Rigorous research into the possible causes and correlates of aggression and bullying will support in the planning, execution, and care of effective interruptions. For example, it is commonly thought that those who act aggressively do so as a result of low self-esteem and that using aggression is one way for these individuals to boost their self-esteem (Anderson E. , The code of the streets, 1994, May). It therefore seems apparent that interventions that advance self-esteem may lead to reduced levels of aggression (Haney & Durlak, Changing self-esteem in children and adolescents: A meta-analytic review, 1998). Conversely, given that some researchers now believe that it is certain types of high self-esteem that provide to certain individuals behaving aggressively (Baumeister, Smart, & Boden, Relation of threatened egotism to violence and aggression: The dark side of high self-esteem, 1996), implementing strategies to increase self-esteem may in reality be counterproductive.
Rigby states that gender differences in bullying and victimization have been a popular area of research (2008). In explaining gender differences in social behaviour, Eagly (1987) suggested a social role theory, according to that people act in a manner that is consistent with their gender roles. From social divisions such roles have been arisen, relating to domestic as well as work-related roles, such that females primarily perform domestic and child rearing duties and are more likely to fill positions in the workplace that are communal in nature for example, nurse, teacher. Through experiencing and enacting gender roles, males and females advance different attitudes, skills, and expectancies resulting in behaviour patterns that differ according to those gender-roles. Consequently, there are normative expectations that males are more agentic for example, instrumental, masculine, and females are more communal. For example, they are expressive, feminine, with these gender norms passed on through socialization processes to future generations (Archer, 2004).
There are supporting reviews for social role theory which explain gender differences in aggression. It can be found in meta-analytic reviews of research based both in the laboratory and in real-world settings. Bettencourt and Miller (1996) assessed the effect of provocation on gender differences in aggression in experimental studies. They found that social role theory was generally supported although provocation reduced the effect of gender role norms, thereby reducing gender differences in physical and verbal aggression. In effect, females’ aggression levels approached those of males under conditions of provocation, suggesting that gender differences may not be clear-cut. Citing Maccoby and Jacklin (1974), the authors proposed that biological influences might explain gender differences whereby males possess a greater aggressive readiness. Bettencourt and Miller also suggested that, in conjunction with these biological determinants, gender role norms might further predispose males to aggress in ambiguous situations or when provocation is low, whereas female gender roles may inhibit aggression in such situations.
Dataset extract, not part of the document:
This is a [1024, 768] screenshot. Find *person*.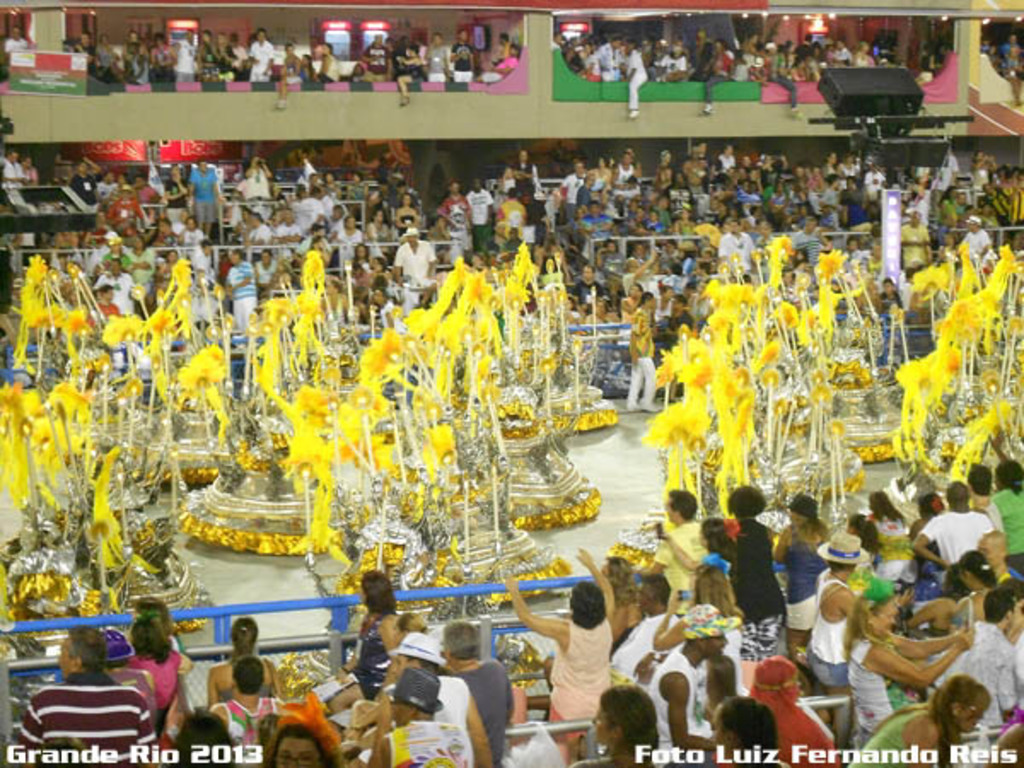
Bounding box: 10,630,157,766.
It is possible to illustrate gender differences in what children consider to be appropriate behaviour, providing at least face value support for social role theory.
A survey of second through fourth grade children (N = 293) found that not only were boys more physically aggressive than girls, but that boys also believed physical aggression to be more acceptable across a range of targets (i.e., adults and girls) and circumstances (e.g., when out of control) than did girls (Huesmann, Guerra, Zelli, & Miller, 1992).

Methodology

There are mainly two research approaches: deductive and inductive. The deductive approach – known as testing a theory, in which the researcher develops a theory or hypotheses and designs a research strategy to test the formulated theory. The inductive approach – known as building a theory, in which the researcher starts with collecting data in an attempt to develop a theory. The present study has applied the deductive research approach.
The design of the main study was correlational.  It employed a pen and paper self-report survey. The survey had four separate instruments. The four instruments were bullying, victimization, personal self-esteem and narcissism. There are a number of research designs. Among them why the researcher chose the correlational one is that especially in the quantitative type of research where two or more than two variables are existed correlational design is suitable (Thompson, Diamond, McWilliam, Synder, & Synder, 2005).
The total participants of the study were 936 from 15 government funded schools and 15 private schools of Kathmandu District, Nepal. Kathmandu is the capital city that represents the nature of almost population of Nepal.  Among the total participants boys were 469 (50.1%) and girls 467 (49.9%). The following table no. 3.1 shows the gender wise participants.

Results

The following table shows the results of gender-wise mean scores of physical bullying. Gender was entered as independent variable, whereas, direct bullying, direct, indirect, verbal victimization, global personal self-esteem and narcissism were dependent variables. The following table no. 5 shows that boys have higher mean scores of physical bullying than girls; boys have 13.750 mean scores and girls 10.910. It supports the hypothesis that boys would report significantly higher mean scores of physical bullying than girls.


N
Mean
Std. Deviation
Std. Error
95% Confidence Interval for Mean
Minimum
Maximum

Lower Bound
Upper Bound
Boys
469
13.750
4.25868
.19665
13.3641
14.1370
7.00
35.00
Girls
467
10.910
2.74301
.12693
10.6606
11.1595
7.00
23.00
Total
936
12.330
3.85319
.12595
12.0862
12.5805
7.00
35.00
           
Thus, hypothesis predicted that boys would report significantly higher mean scores of direct bullying than girls, and results presented clearly support for this hypothesis. These results correspond with those of Owens and MacMullin (2005) who used a peer-estimation method based on the DIAS (Bjorkqvist, Lagerspetz, & Osterman, 1992) found that boys used significantly more physical bullying than girls. This finding corresponds with those of Paquette and Underwood, Galen & Paquette (2001) who also found that boys reported experiencing significantly more physical aggression than girls.

Conclusion

A series of analysis of covariance (ANOVA) tests was performed to test the hypothesis. Gender was entered into ANOVA as independent variable, whereas, physical bullying was dependent variable. The results showed that boys had reported higher mean scores of physical bullying than girls. It supports the hypothesis that boys would report significantly higher mean scores of physical bullying than girls. The result clearly shows that boys have higher mean scores of physical bullying than girls; boys have 13.750 mean scores and girls 10.910.